How to green our region's innovation network
By David Kenney
Oregon BEST
David Kenney is president and executive director of the Oregon Built Environment and Sustainable Technologies Center known as Oregon BEST.
- Regulatory environment. While the personal computer, Internet, Web 2.0 and other information technologies developed in a largely unregulated environment, clean energy solutions operate in or close to the highly regulated energy industry. Federal and state laws and public utility commissions provide heavy oversight. Water technologies also live in their own world of regulations, and building codes impact the requirements of many energy efficiency or water saving technologies integrated into the built environment. This regulatory climate fundamentally changes the speed and ease with which new clean technologies can go to market.
- Market dynamics. Purchasing decisions for new technologies in the utility industry are often based on financial models that look at decades worth of use from a new piece of equipment — think about hydroelectric dams or transmission lines — not the three to five years that a computer server or Web technology might provide value. Also, driven by the regulations referenced above, purchases of clean energy technologies are often mandated by renewable portfolio standards, federal/state/local incentives or building construction financial models developed decades ago. The value proposition for some clean technologies comes from a combination of cost savings, new revenue streams and the difficult-to-price environmental and carbon mitigation contributions of a product or service.
- Capital needs. Unlike software, most clean technologies need to be transformed into products that must be manufactured — often using processes that haven't been proven at large scale and that can't readily be outsourced to contract manufacturers. Angel and venture investors have historically shied away from startups that require a large capital investment to achieve financial success.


**Try it**
Search the records for the line with "Crop the region". Output that line and each line after it, exactly, and stop at the end; omit pictures.

**Information provided**
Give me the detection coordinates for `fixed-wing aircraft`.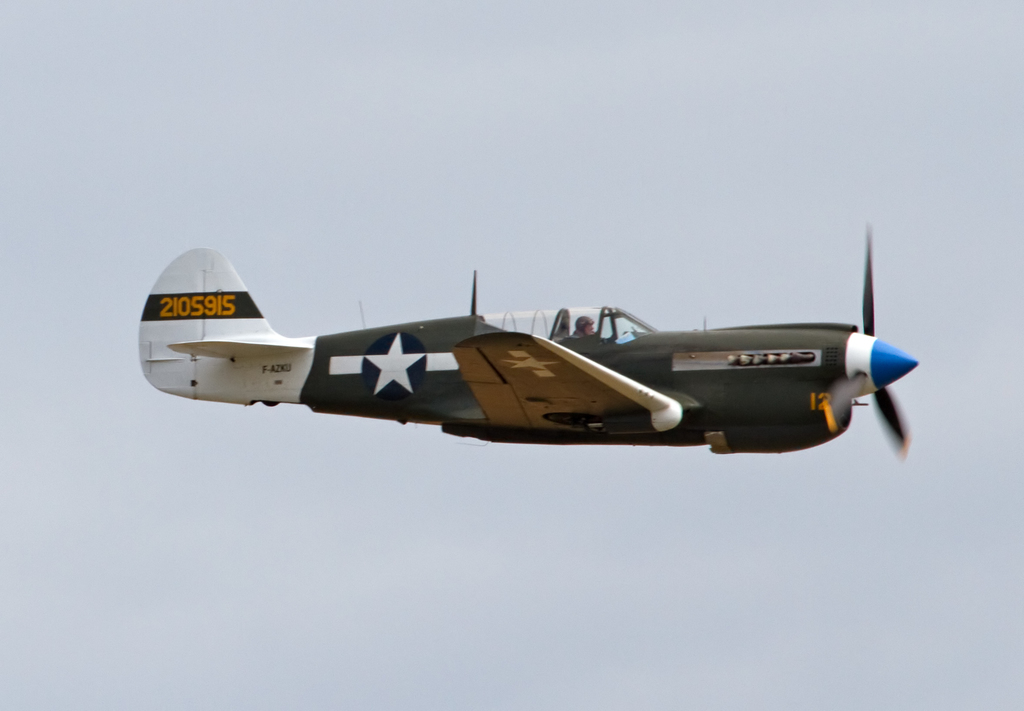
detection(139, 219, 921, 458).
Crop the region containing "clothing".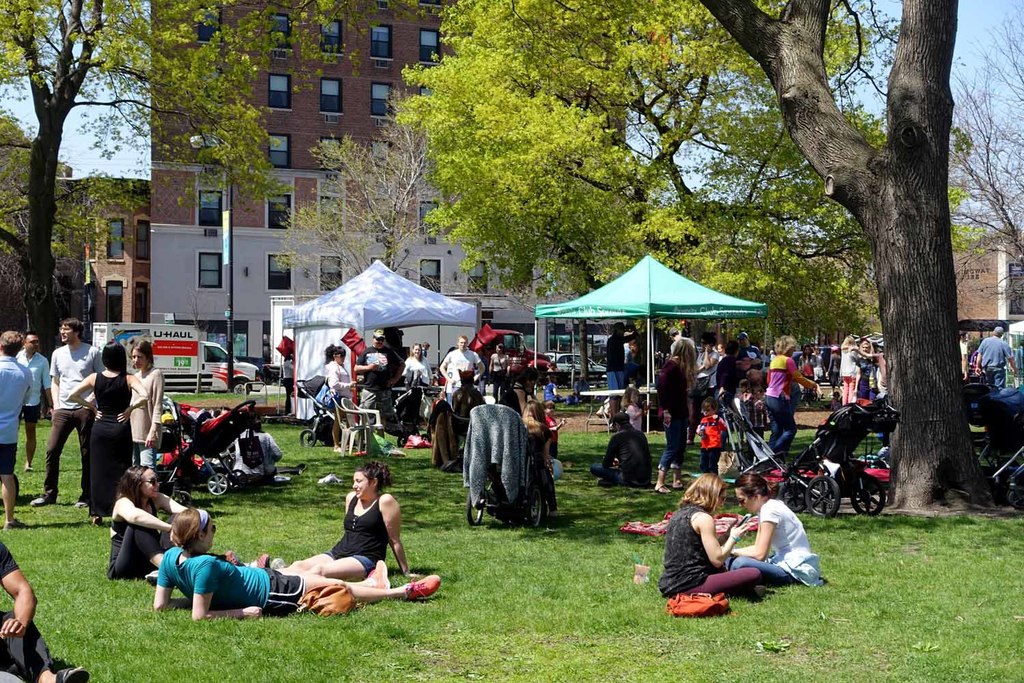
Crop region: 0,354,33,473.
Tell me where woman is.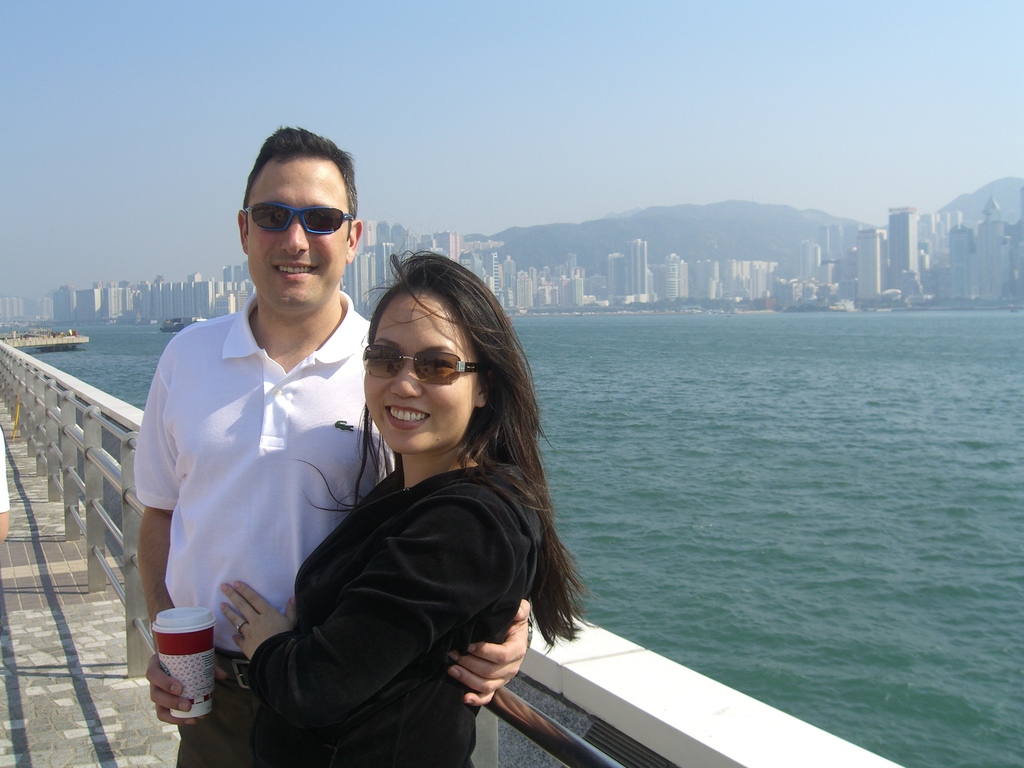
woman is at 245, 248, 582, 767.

**Result for this task**
Crop the region containing "clothing".
Crop region: 0,354,33,473.
Tell me where woman is.
woman is at 245, 248, 582, 767.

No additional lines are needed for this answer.